A new paper, published in Science last week, has reviewed some of the correlations which suggest that language change may be subject to sex-specific transmission. This has been discovered through looking at Y-chromosome DNA types. Modern male DNA (Y-Chromosome) is found to be the DNA from the population who originally spoke the language which has survived, whereas modern female DNA is often not the DNA of the population which spoke the language which has survived.
This evidence has come from, among others, a study by Chaubey (2011) with evidence for the Indian subcontinent. Austroasiatic languages are spoken by tribes with a high proportion of immigrant Y-chromosome DNA from East Asia, but with a high percentage of local female (mitochondrial) DNA. This pattern was also true of the Tibeto-Burman language family in northeastern India.
Other studies found matching correlations in Africa and found that Niger-Congo languages correlate with Y-Chromosome types, but the female DNA, which correlated more with geography (Wood et al. (2005) and de Filippo et al. (2011)).
Sex-biased language change can also be seen in the expansion of the Malayo-Polynesians in New Guinea. New Guinea has populations of Malayo-Polynesian speakers and also populations of Melanesian speakers. Malayo-Polynesian female DNA is about the same in both Malayo-Polynesian speaking areas and Melanesian speaking areas. However, the Malayo-Polynesian Y-Chromosome is found way more in the Malayo-Polynesian speaking areas than the Melanesian speaking areas.
This pattern is also seen in Iceland where the female DNA is mainly British, but the Y-chromosome is mainly Scandinavian. This follows the pattern because the Icelandic language is also Scandinavian.

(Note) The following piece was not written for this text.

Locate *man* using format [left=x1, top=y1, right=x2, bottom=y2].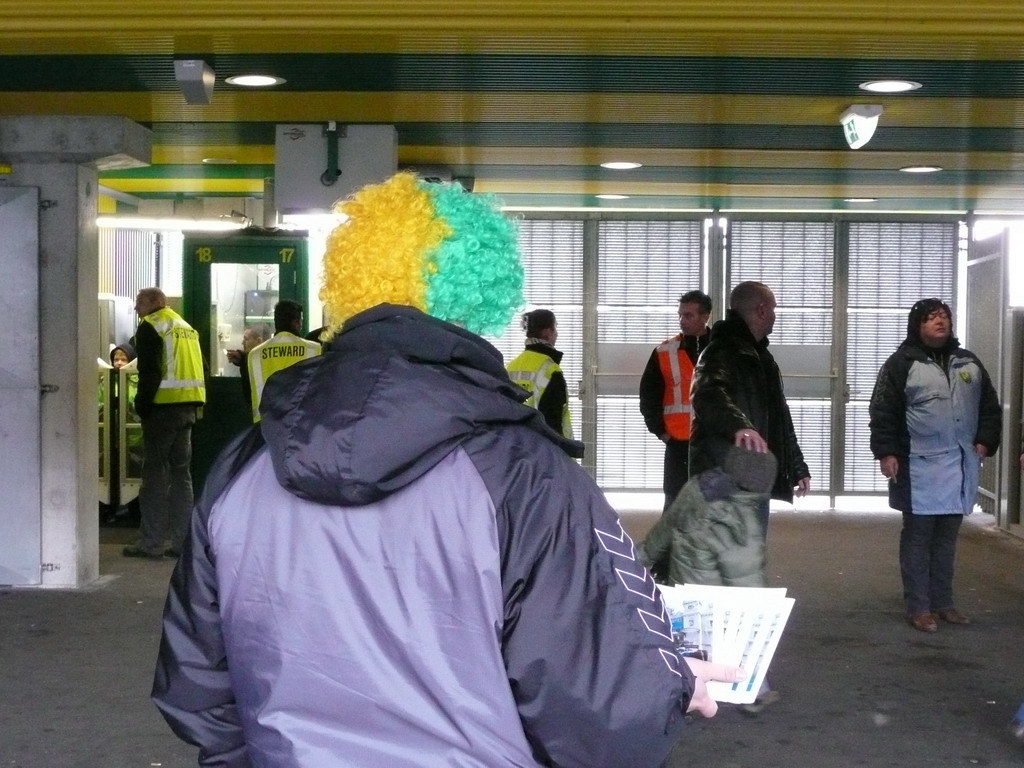
[left=106, top=275, right=204, bottom=529].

Forster and Renfrew (authors of the Science paper) show that these findings complement studies such as Stoneking and Delfin who found that in East Asia, it is women who move after marriage rather than men. This means that if a man and woman migrate to a populated area their female offspring will move to other villages when married but their male offspring will remain static meaning that their language will stay in the same place as their Y-Chromosomes.
Is this the only mechanism at work when correlations of sex-specific language change can be seen? Others have hypothesized things such as farming and trade might be a factor. Groups of emigrating agriculturalists may also contribute where men outnumber women and take wives from the local community they were moving to. Men are also biologically capable of passing on and spreading about much more of their DNA than women can. It may also be the case that it is the father’s language rather than the mother’s which will be dominant within a family but I think more research would have to be done on this.
Interestingly the opposite correlation to the ones seen above is seen in Greenland where both the language and female DNA is Eskimo but the Y-Chromosome DNA is European.